Well, if you follow the blog with any regularity, you'll know I've been AWOL. Seems it started with the beginning of the three-part demonstration. We had 22 students, both painters and lay people. It was quite an adventure, and it's my intention to post about it one day.
Further to that subject, I've been asked when the next one will be. I've scheduled it for the 10th, 17th & 24th of January (9 a.m.-1 p.m. each day). You may sign up for fewer than three sessions, but I think you'd benefit the most from all three. Because Sarajean is recuperating this month, you should register with me, instead: dbjurney@verizon.net. We will have even more interested non-artists this time, so feel free to spread the word to those who might enjoy it.
We'll need the 3-part as an antidote to the cruel blasts of winter (if you're like me, the creativity slows. Let's jump start it!)
My thanks to all who wrote about the difference the demos made to their own ideas and to their work. It's very heartening to me to hear of these epiphanies, and it certainly made my time recovering in the sanatorium easier.
I also have been essaying some other paintings. First, I painted, almost straight out, a 30x24 anticipating February. I wanted to capture the complete hush that falls across the landscape when it begins to snow. Here's the result (a rather poor phone shot, overlit at the top----oh, well).
I also played around with a 12x14" piece of canvas, taped to a board. It turned out to be a squall.
I have become a devotee of Instagram. It's an easy way to post some photos quickly, and to just as quickly get some feedback from artists I know all across the country and even beyond. It's easy to sign up. For me it's fun because I'm in touch with a number of my confederates at Arcadia Contemporary.
Here's a photo which the director of Arcadia's satellite space at The Four Seasons Hotel in New York posted on Instagram. Seems the cleaner was momentarily beguiled.
I posted a photo of a drawing I own. I bought the drawing at a vide-grenier (tag sale) when we lived in France. It was in the midst of a pile of miscellaneous, printed papers. The sign said 2 euros. So I casually paid the vendor and made off with my treasure.
Anyway, as I was saying, I posted a phone shot of the drawing on instagram, trying to get a sense of the date of the the uniform and the rifle. Several people managed to place the soldier and his rifle at the time of the Crimean war.
One of the new painters I've met on Instagram is Jon Hayes. I suggested to Jon that we try to make paintings of him, utilizing the drawing of our long-dead fellow artist. For most of a week we've been posting our progress back and forth, and receiving comments from other artists. All in all, it's been great fun (though somewhat harrowing because of my lack of figure skills). Here's the drawing (about 20" x 12"):
Jon did a very credible job of his study. Perhaps because I'm a landscape painter, I felt impelled to put him in a setting. I imagined his location (somewhere in the Crimea!) and set about making a painting that tried to borrow from my first hero, N. C. Wyeth). It has much wrong with it, but it does have an 'atmosphere'. This is its current state (25"x20"):
In fact, Jon and I have agreed to try a painting illustrating another event. We've called it "Chapter Two: The Ambush". This time we don't have a drawing to help us from our 19th c. artist friend. We each will interpret the where and what for ourselves. Wish us luck.
Penultimately, two students have been badgering me (yes, that's the correct word) to do some sessions which are just critiques. I've said that I'd consider it. If you should want to be involved in these, and can withstand my withering comments(!), let me know. I'll pass your interest on to Gloria and Pat who are organizing it.
Finally, there are those who'd like to have a weekly painting class, in which you paint(!), to get us through the winter. If you're someone who'd like to do that, please write to me at dbjurney@verizon.net
Cheers.
Good to see you back - I thought you were probably working on some huge canvas that would make the Raft of the Medusa look like a small format....
ReplyDeleteNice snow painting, Donald! Great atmosphere & design from what I can see.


## [Problem to solve]
Below are the records; locate each line with the word "axis" and copy it.

########################################

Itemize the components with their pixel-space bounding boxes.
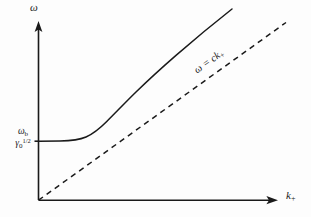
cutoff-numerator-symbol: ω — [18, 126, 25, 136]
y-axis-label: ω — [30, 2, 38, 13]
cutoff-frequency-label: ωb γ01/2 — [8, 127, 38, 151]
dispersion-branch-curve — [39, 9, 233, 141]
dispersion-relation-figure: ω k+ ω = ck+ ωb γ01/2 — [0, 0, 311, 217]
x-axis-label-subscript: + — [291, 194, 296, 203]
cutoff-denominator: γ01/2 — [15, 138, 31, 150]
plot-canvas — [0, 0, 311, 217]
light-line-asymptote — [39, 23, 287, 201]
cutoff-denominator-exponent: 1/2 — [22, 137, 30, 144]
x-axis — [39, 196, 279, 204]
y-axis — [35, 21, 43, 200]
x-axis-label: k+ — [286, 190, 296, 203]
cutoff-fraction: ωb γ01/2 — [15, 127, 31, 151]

########################################

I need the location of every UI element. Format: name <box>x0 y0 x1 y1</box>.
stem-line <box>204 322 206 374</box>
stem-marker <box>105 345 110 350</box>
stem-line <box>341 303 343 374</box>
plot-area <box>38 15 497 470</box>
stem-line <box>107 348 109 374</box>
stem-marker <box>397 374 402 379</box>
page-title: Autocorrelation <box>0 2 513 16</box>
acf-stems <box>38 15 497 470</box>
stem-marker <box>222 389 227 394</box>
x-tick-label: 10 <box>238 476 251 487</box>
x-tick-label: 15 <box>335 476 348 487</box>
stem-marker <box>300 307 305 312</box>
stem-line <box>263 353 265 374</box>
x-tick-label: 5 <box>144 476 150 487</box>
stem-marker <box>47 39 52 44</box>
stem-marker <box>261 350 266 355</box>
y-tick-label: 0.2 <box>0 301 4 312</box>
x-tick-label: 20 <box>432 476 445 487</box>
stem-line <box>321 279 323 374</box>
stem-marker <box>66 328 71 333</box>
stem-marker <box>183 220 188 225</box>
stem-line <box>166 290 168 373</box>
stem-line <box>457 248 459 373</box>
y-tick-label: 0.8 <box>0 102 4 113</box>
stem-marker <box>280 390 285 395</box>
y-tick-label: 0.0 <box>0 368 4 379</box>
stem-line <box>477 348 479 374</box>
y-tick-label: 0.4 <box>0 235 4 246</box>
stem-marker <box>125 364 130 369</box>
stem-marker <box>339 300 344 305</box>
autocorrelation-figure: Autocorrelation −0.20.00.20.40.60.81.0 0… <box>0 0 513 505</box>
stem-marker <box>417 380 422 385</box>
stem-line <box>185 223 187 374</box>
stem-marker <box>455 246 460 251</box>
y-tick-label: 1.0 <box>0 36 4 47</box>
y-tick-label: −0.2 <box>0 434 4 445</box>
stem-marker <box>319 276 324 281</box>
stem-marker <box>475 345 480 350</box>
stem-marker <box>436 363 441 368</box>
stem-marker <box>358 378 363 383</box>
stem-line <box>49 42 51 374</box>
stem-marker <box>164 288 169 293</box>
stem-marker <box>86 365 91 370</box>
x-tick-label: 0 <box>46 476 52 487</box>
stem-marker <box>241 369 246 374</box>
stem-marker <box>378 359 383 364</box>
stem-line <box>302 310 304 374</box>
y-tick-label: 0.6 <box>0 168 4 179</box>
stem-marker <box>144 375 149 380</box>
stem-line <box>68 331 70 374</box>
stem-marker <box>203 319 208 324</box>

########################################

## [Result of the task]
y-axis-label: ω — [30, 2, 38, 13]
x-axis-label-subscript: + — [291, 194, 296, 203]
x-axis — [39, 196, 279, 204]
y-axis — [35, 21, 43, 200]
x-axis-label: k+ — [286, 190, 296, 203]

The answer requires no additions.